What it is an opportunity for me to understand how other people see me, and how might sometimes need to change my behaviour to be more effective in working with other people. Notice how I said “change my behaviour”.

Sometimes people seem to think that learning about communication styles and behavioural profiles is  to learn how to manipulate people. The question they’re trying to answer is “How do I make other people do what I want?” The answer is “You don’t.”

What you can do is understand how and when changing your own behaviour makes you a more effective leader, team member, or follower. Where your own blind spots might be. To understand that it’s not always personal, or about you, or about them being a jerk, a liar, a bully, or a milk toast. Their perception of the world is different.

Stated more accurately, your perspective of the world is different from theirs. “They”, people who see the world differently, are in the majority. It’s not up to them to change.

I’m never going to be a Brian Mulroney or a Bill Clinton, with my own personal charismatic-reality-distortion-field. But I can learn to sit up straight, smile, speak clearly, and look people in the eye when I talk to them. In fact, I like to think I’ve done a pretty good job at that, and it’s made me better and more effective in my job.

What are your blind spots? How can you meet the rest of the world half way?

When Blind-Spots Surprise Us

Katherine Spitzer first woman to run the Boston Marathon 1967

The universe is conspiring against me. Well, not really against. It’s conspiring on my behalf to take me to the next adjacent possibility. It’s tapped me on the forehead and made clear that I need to step up my game, especially about how I speak about women. Please let me explain.

Last week I was listening to a ManagerTools podcast on ethics, where two former West Pointers and now successful consultants were talking about the code of ethics they adopted at the academy:

“I will not lie, steal, cheat, nor tolerate those who do”.

With events in popular culture, the news, and politics, I decided to adopt a new personal honour code:

“I will not lie, steal, cheat, hate, nor tolerate those who do.”

Then I realized this week, while working with a woman CEO of a construction company, twice I used the term “girl” to describe an adult woman. Doh! Seems I have some work to do. I don’t think I do this maliciously, or trying to control others. At least that isn’t my intent, but I realize now it will sure come across that way.

I don’t want to be just another guy talking about women in the workplace. So how do I link my purported values to my behaviour? How does what I believe translate to how I am in the world. How are my words and action perceived by and impact others?

This is the work I do with business owners every day – how do we translate how we want to impact the world into everyday actions that take the company in the right direction? What is really going on? It often comes down to doing the basics well and consistently. In my case, dropping the use of “girl” to refer to adult women. Small changes often make the biggest difference. Especially when they allow us to make bigger changes.

Then I ran across an articles about  Katherine Switzer, the first woman to run the Boston Marathon. That’s her in the picture above running the first time 45 year ago this April. One of her cadre is body-checking a race official attempting to throw her out of “his” race. Katherine ran the race herself. Nobody carried her. That’s what she wanted, I imagine: the opportunity to run, to test herself, to do her best. Just like most of us.

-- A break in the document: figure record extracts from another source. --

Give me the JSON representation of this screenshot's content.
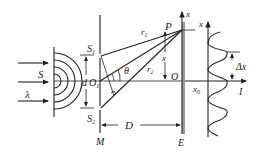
{
  "diagram": {
    "labels": {
      "source": "S",
      "wavelength": "λ",
      "slit1": "S",
      "slit1_sub": "1",
      "slit2": "S",
      "slit2_sub": "2",
      "slit_separation": "d",
      "midpoint": "O",
      "midpoint_sub": "1",
      "angle": "θ",
      "path1": "r",
      "path1_sub": "1",
      "path2": "r",
      "path2_sub": "2",
      "point": "P",
      "origin": "O",
      "screen_axis": "x",
      "position": "x",
      "distance": "D",
      "slit_screen": "M",
      "observation_screen": "E",
      "graph_axis": "x",
      "graph_origin": "x",
      "graph_origin_sub": "0",
      "intensity": "I",
      "fringe_spacing": "Δx"
    },
    "colors": {
      "line": "#222222",
      "screen_band": "#9a9a9a",
      "background": "#ffffff"
    }
  }
}
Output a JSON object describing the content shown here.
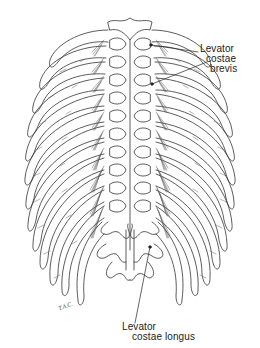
{
  "figure": {
    "colors": {
      "line": "#333333",
      "hatch": "#555555",
      "background": "#ffffff"
    }
  },
  "labels": {
    "brevis": {
      "line1": "Levator",
      "line2": "costae",
      "line3": "brevis"
    },
    "longus": {
      "line1": "Levator",
      "line2": "costae longus"
    }
  },
  "signature": "T.A.C."
}
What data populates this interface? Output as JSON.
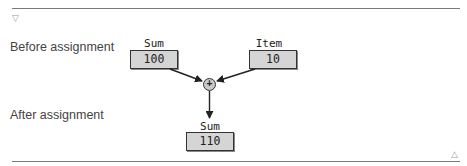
{
  "labels": {
    "before": "Before assignment",
    "after": "After assignment"
  },
  "variables": {
    "sum_before": {
      "name": "Sum",
      "value": "100"
    },
    "item": {
      "name": "Item",
      "value": "10"
    },
    "sum_after": {
      "name": "Sum",
      "value": "110"
    }
  },
  "operator": {
    "symbol": "+"
  },
  "controls": {
    "collapse_icon": "▽",
    "expand_icon": "△"
  }
}
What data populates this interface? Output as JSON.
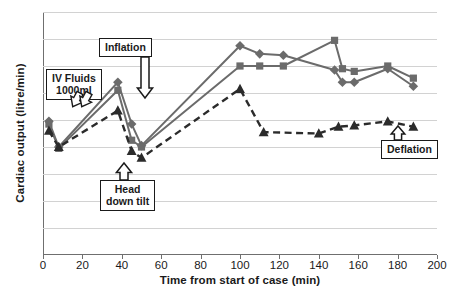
{
  "chart_data": {
    "type": "line",
    "title": "",
    "xlabel": "Time from start of case (min)",
    "ylabel": "Cardiac output (litre/min)",
    "xlim": [
      0,
      200
    ],
    "ylim": [
      0,
      9
    ],
    "xticks": [
      0,
      20,
      40,
      60,
      80,
      100,
      120,
      140,
      160,
      180,
      200
    ],
    "yticks": [
      0,
      1,
      2,
      3,
      4,
      5,
      6,
      7,
      8,
      9
    ],
    "grid": true,
    "legend": "none",
    "series": [
      {
        "name": "series-diamond",
        "marker": "diamond",
        "style": "solid",
        "color": "#6b6b6b",
        "points": [
          [
            3,
            4.95
          ],
          [
            8,
            4.0
          ],
          [
            38,
            6.4
          ],
          [
            45,
            4.85
          ],
          [
            50,
            4.05
          ],
          [
            100,
            7.75
          ],
          [
            110,
            7.45
          ],
          [
            122,
            7.4
          ],
          [
            148,
            6.85
          ],
          [
            152,
            6.4
          ],
          [
            158,
            6.4
          ],
          [
            175,
            6.9
          ],
          [
            188,
            6.25
          ]
        ]
      },
      {
        "name": "series-square",
        "marker": "square",
        "style": "solid",
        "color": "#6b6b6b",
        "points": [
          [
            3,
            4.85
          ],
          [
            8,
            3.95
          ],
          [
            38,
            6.1
          ],
          [
            45,
            4.25
          ],
          [
            50,
            4.0
          ],
          [
            100,
            7.0
          ],
          [
            110,
            7.0
          ],
          [
            122,
            7.0
          ],
          [
            148,
            7.95
          ],
          [
            152,
            6.9
          ],
          [
            158,
            6.8
          ],
          [
            175,
            7.0
          ],
          [
            188,
            6.55
          ]
        ]
      },
      {
        "name": "series-triangle",
        "marker": "triangle",
        "style": "dashed",
        "color": "#2b2b2b",
        "points": [
          [
            3,
            4.6
          ],
          [
            8,
            4.0
          ],
          [
            38,
            5.35
          ],
          [
            45,
            3.85
          ],
          [
            50,
            3.6
          ],
          [
            100,
            6.15
          ],
          [
            112,
            4.55
          ],
          [
            140,
            4.5
          ],
          [
            150,
            4.75
          ],
          [
            158,
            4.8
          ],
          [
            175,
            4.95
          ],
          [
            188,
            4.75
          ]
        ]
      }
    ],
    "annotations": [
      {
        "name": "iv-fluids",
        "label": "IV Fluids\n1000ml",
        "text_line1": "IV Fluids",
        "text_line2": "1000ml"
      },
      {
        "name": "inflation",
        "label": "Inflation",
        "text_line1": "Inflation"
      },
      {
        "name": "head-down-tilt",
        "label": "Head\ndown tilt",
        "text_line1": "Head",
        "text_line2": "down tilt"
      },
      {
        "name": "deflation",
        "label": "Deflation",
        "text_line1": "Deflation"
      }
    ]
  }
}
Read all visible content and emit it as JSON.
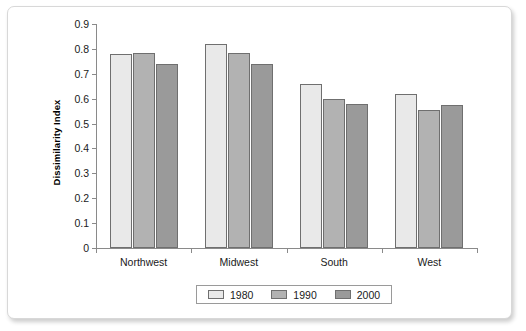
{
  "chart_data": {
    "type": "bar",
    "title": "",
    "xlabel": "",
    "ylabel": "Dissimilarity Index",
    "categories": [
      "Northwest",
      "Midwest",
      "South",
      "West"
    ],
    "series": [
      {
        "name": "1980",
        "color": "#e9e9e9",
        "values": [
          0.78,
          0.82,
          0.66,
          0.62
        ]
      },
      {
        "name": "1990",
        "color": "#b2b2b2",
        "values": [
          0.785,
          0.785,
          0.6,
          0.555
        ]
      },
      {
        "name": "2000",
        "color": "#9a9a9a",
        "values": [
          0.74,
          0.74,
          0.58,
          0.575
        ]
      }
    ],
    "ylim": [
      0,
      0.9
    ],
    "ytick_values": [
      0,
      0.1,
      0.2,
      0.3,
      0.4,
      0.5,
      0.6,
      0.7,
      0.8,
      0.9
    ],
    "ytick_labels": [
      "0",
      "0.1",
      "0.2",
      "0.3",
      "0.4",
      "0.5",
      "0.6",
      "0.7",
      "0.8",
      "0.9"
    ],
    "grid": false,
    "legend_position": "bottom",
    "legend_entries": [
      "1980",
      "1990",
      "2000"
    ],
    "bar_border_color": "#6f6f6f",
    "axis_color": "#8a8a8a",
    "frame_border_color": "#d8d8d8",
    "background_color": "#ffffff"
  }
}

It’s not enough to just give somebody an opportunity, job, or place, then stand by and watch them fail. In order to be leaders, in order for management to be a force for positive change in the world, sometimes we have to get up off our asses and run interference. Call bullies on their bullying. Deliberately solicit every opinion. Not tolerate poor behaviour. Let others lead. Which is what leaders are supposed to be doing when we’re “building teams”.

So I’m going to watch my language better, do some more volunteer one-on-one mentoring, and try to figure out how deep this blind-spot of mine goes. My little circle to start with. It will be interesting to see where this goes. Researching and writing this article has only made me realize how far I might have to go.

Who’s with me? What are you going to do to “lead”? What’s your blind spot?